Music therapy including favorite songs stimulates memory
Playing favorite songs to people who have memory loss may not help them recognize family members. But it can trigger memories from their past.
When a favorite song plays, some laugh, dance or sing. A light often returns to eyes dimmed by memory loss, at least for awhile.
Special music therapy, as it’s called, has improved the quality of life for some of the more than five million people 65 years old or older - and about 200,000 individuals under 65 - suffering Alzheimer’s Disease, in the U.S. according to the Alzheimer’s Association. At Black Mountain Neuro-Medical Treatment Center, it is helping Alzheimer patients and those suffering various forms of dementia and developmental behavior problems. The center is a certified music and memory facility, having been certified by Music and Memory, Inc.
Recreational therapists Lindsay Allen and Libby Red started using the therapy at the center two years ago after viewing the documentary film “Alive Inside,” which explores using music to trigger memories in Alzheimer’s patients.
“We were so impressed with the film,” Allen said. “We tested the techniques with 15 patients using special music which was made up of their favorite songs. The results were amazing.”
The results are providing the center with research data and techniques that it is sharing with area nursing homes, hospitals and skilled nursing facilities.
The Black Mountain Center Foundation agreed to support the program financially by designating a quarter of the center’s annual budget to make the program available to 150 patients at the center (funding, available for 50 patients now, buys headphones, iPods and iPads).
“I was worried about equipment being lost or broken, and the foundation assured me that it would replace it,” Greta Reath, the center’s assistant director said. “The equipment is expensive, and we want all of our patients to have the basic equipment for music therapy - that is how impressed we are with the results of the program. It costs the center about $60 to purchase a headphone and to add an iPod with a music play list.
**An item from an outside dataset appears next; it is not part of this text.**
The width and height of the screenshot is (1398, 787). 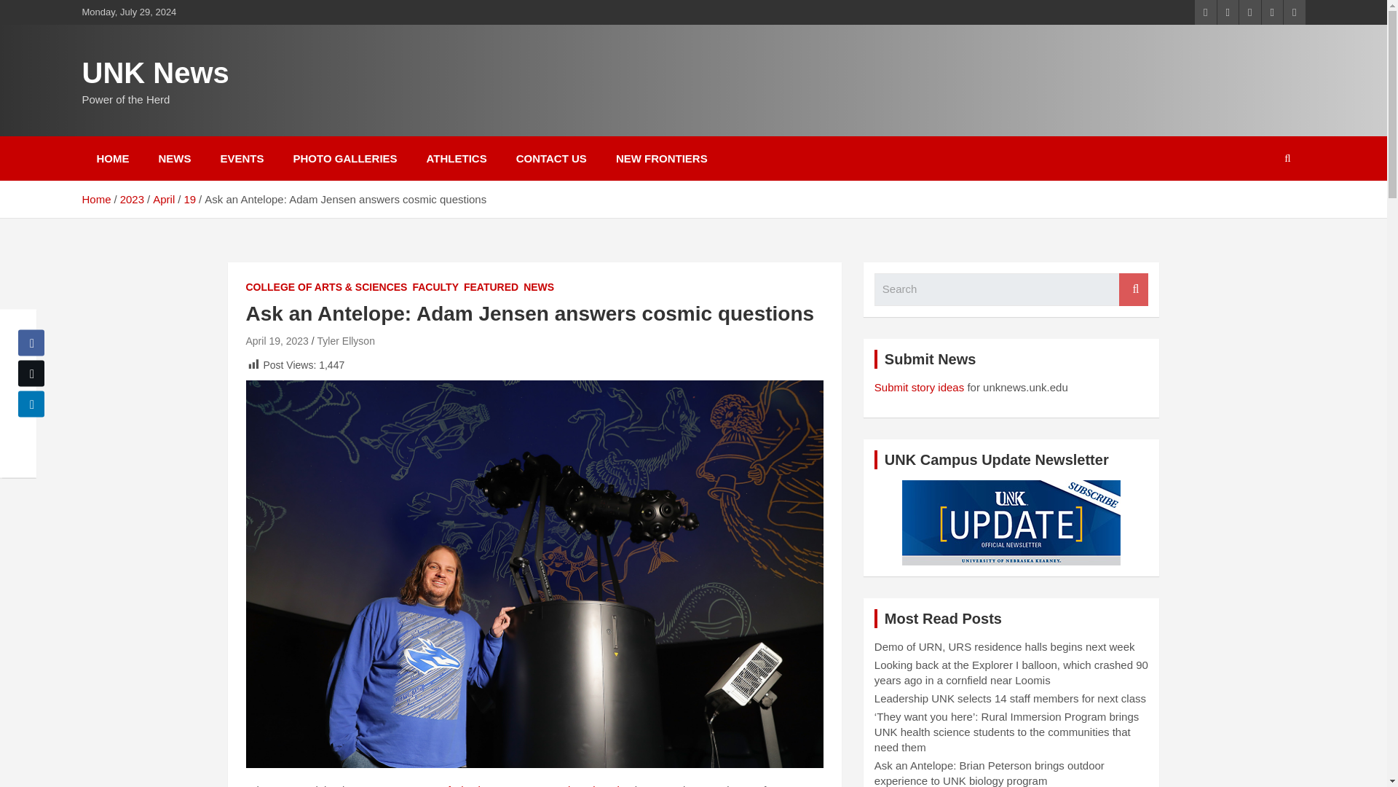 I want to click on Ask an Antelope: Adam Jensen answers cosmic questions, so click(x=277, y=341).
Each headset is covered with material that appeals to the patient. For instance, if they love cats, the covers have a cat theme. Patients who cannot handle headphones use speakers or and ear buds. Reath said making the covers is time-consuming. She’d love some volunteers experienced in sewing to help out.
Allen and Joyce Norton, the center’s adaptive clothing designer, create and sew each iPod and headphone cover.
During spring 2014, Warren Wilson College students used the music therapy program as one of their community service projects.
“The students were extremely valuable in helping to develop individual playlists for the patients,” Reath said. “The students worked with the patients only about an hour each session because that is all the time the patients could tolerate the stimulation. We hope to work with the students again next spring.”
Red thinks the music and memory program far exceeds expectations.
“It is truly amazing to see some of these patients come alive again when nothing else worked with them,” she said. “A particular patient comes to mind. Her husband came a long distance to visit her, and couldn’t come often. He wanted just one more time with her when she recognized him.
“After we started music therapy and he had supplied us with some of her favorite songs, he stood at the nurse’s station and waited to see if she recognized him. She was wearing the headphone and her favorite music was playing when she walked over and touched his hand. And he knew she recognized him.
“Later they sat on a couch both listening to their favorite music, and she put her head on his shoulder and went to sleep. Shortly after the incident she passed, but he got his one last recognition from her.”
The music program at the center is called “Just Play Music.”
“It really is that simple,” Allen said. “The music is on an iPod card that fits in a pocket on the cover of the headphone, and all you have to do is push play. Our doctors at the center recommend that for some patients, the music should be tried first and then medication comes second. Our staff reaches for headphones with specific music to settle a patient, or help them sleep or help them overcome a difficult behavior situation.”
The therapy is effective with Down Syndrome patients also, Allen said. “When I put the headphones on one patient with her favorite music, she sat up and began to laugh,” she said. “Research shows that music memory is one the last brain functions to go. I didn’t expect the results to be so profound. It really works.”
Red says it is important to realize that special music therapy is not just another activity for people suffering memory loss.
“It is so much more,” she said. “It is just as effective with helping to manage behavior problems as it is with memory loss. It helps connections in the brain catch up with each other rather than miss.”
Allen says the center is working with the Land of Sky Regional Council to introduce music therapy to at least 20-25 percent of skilled nursing facilities in the area by the end of 2016.